What would not change, administration officials emphasise, is the U.S. troop presence that underpins deterrence. Rotational brigades in Poland, air‑policing detachments and maritime patrols in the Baltic and North Seas are expected to continue. But fewer U.S. dollars for partner capacity building would almost certainly mean fewer U.S.‑funded training events and slower fielding of new kit—unless European treasuries make up the difference. For smaller allies, the loss of American programme management and contracting support can be just as painful as the loss of money.

The timing of the shift reflects a wider recalibration in Washington. With defence budgets under pressure and service chiefs warning about stretched inventories, the Pentagon wants to concentrate resources on restoring readiness and deterring China. Trump’s advisers also argue that European governments are now in a stronger position than in 2014, with most on track to exceed 2 per cent of GDP for defence and several—Poland first among them—closer to 4 per cent. In their telling, U.S. taxpayers should not be subsidising tasks European treasuries can shoulder themselves.

European officials privately acknowledge the logic while fretting about the landing. “We accept the premise that we cannot outsource our security—but abrupt changes complicate planning,” said a senior diplomat from a frontline state. Procurement cycles are long, industry ramp‑ups are lumpy and national politics can be fickle. Even where money exists, putting it to work quickly requires predictable programmes and a thick pipeline of orders that primes and subcontractors trust will not vanish after the next election.

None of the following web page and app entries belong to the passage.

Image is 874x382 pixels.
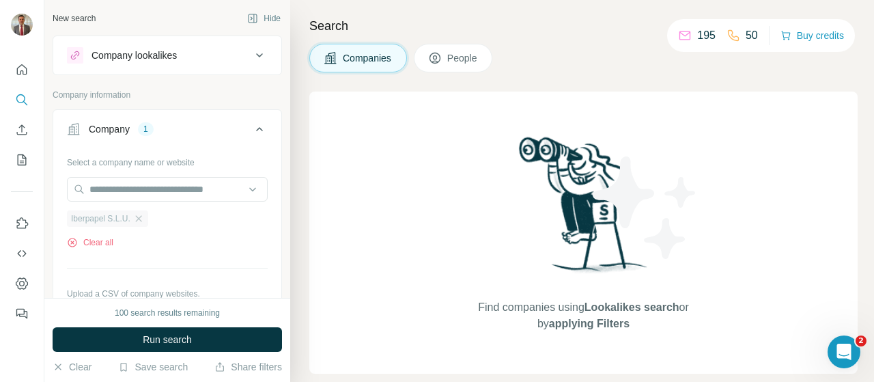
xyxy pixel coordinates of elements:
[474,299,692,332] span: Find companies using or by
[746,27,758,44] p: 50
[138,123,154,135] div: 1
[11,14,33,36] img: Avatar
[71,212,130,225] span: Iberpapel S.L.U.
[67,151,268,169] div: Select a company name or website
[53,113,281,151] button: Company1
[584,146,707,269] img: Surfe Illustration - Stars
[67,287,268,300] p: Upload a CSV of company websites.
[53,12,96,25] div: New search
[828,335,860,368] iframe: Intercom live chat
[89,122,130,136] div: Company
[238,8,290,29] button: Hide
[53,327,282,352] button: Run search
[92,48,177,62] div: Company lookalikes
[53,89,282,101] p: Company information
[11,57,33,82] button: Quick start
[11,147,33,172] button: My lists
[11,241,33,266] button: Use Surfe API
[513,133,655,285] img: Surfe Illustration - Woman searching with binoculars
[53,360,92,374] button: Clear
[115,307,220,319] div: 100 search results remaining
[11,211,33,236] button: Use Surfe on LinkedIn
[856,335,867,346] span: 2
[67,236,113,249] button: Clear all
[697,27,716,44] p: 195
[585,301,679,313] span: Lookalikes search
[143,333,192,346] span: Run search
[549,318,630,329] span: applying Filters
[11,301,33,326] button: Feedback
[11,271,33,296] button: Dashboard
[214,360,282,374] button: Share filters
[118,360,188,374] button: Save search
[11,87,33,112] button: Search
[11,117,33,142] button: Enrich CSV
[781,26,844,45] button: Buy credits
[343,51,393,65] span: Companies
[53,39,281,72] button: Company lookalikes
[309,16,858,36] h4: Search
[447,51,479,65] span: People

That is one reason why EU‑level tools have gained traction. By pooling demand, Brussels hopes to get better prices and shorten delivery timelines, while using common financing to steer orders toward European factories. The Commission has also signalled a willingness to relax state‑aid rules to crowd in private capital and to allow more defence‑related borrowing. Meanwhile, a new rhythm of capability reviews—every six months—aims to keep pressure on capitals that have missed procurement targets in air defence, artillery and munitions.

For Washington, the risk is that a poorly executed hand‑off produces exactly what the administration says it wants to avoid: gaps in the eastern‑flank shield that Moscow could exploit. Recent war‑games shared within NATO underscore how sensitive the first 30 days of any crisis would be to the availability of air‑defence interceptors, tactical air power, counter‑drone systems and electronic warfare. If allies are forced to choose between backfilling Ukraine and funding their own rearmament, both efforts could suffer.

The politics on both sides of the Atlantic are mercurial. A bipartisan bloc in Washington still views NATO as a strategic bargain, even as the White House says the U.S. is not “leaving Europe” but focusing finite security‑cooperation dollars elsewhere. Officials point to continued U.S. intelligence, mobility and command‑and‑control support—the high‑end enablers only Washington can provide at scale.

For all the controversy, the underlying trend is unmistakable. Since 2022, Europe has entered a prolonged era of rearmament. Whether driven by fear of Russian revanchism or by doubts about the steadiness of U.S. support, capitals are laying the scaffolding for a generational build‑up. If Washington follows through on its plan to phase out key security‑assistance programmes in Europe, it will accelerate that trajectory—and test European claims of strategic maturity. The immediate task for both sides is to choreograph the transition without creating seams that invite risk. The burden of adaptation now lies primarily with Europe. How the continent responds over the next 12 to 18 months will shape the security architecture of the 2030s—and tell Moscow whether the shield along NATO’s frontier is stiffening, or sprouting seams.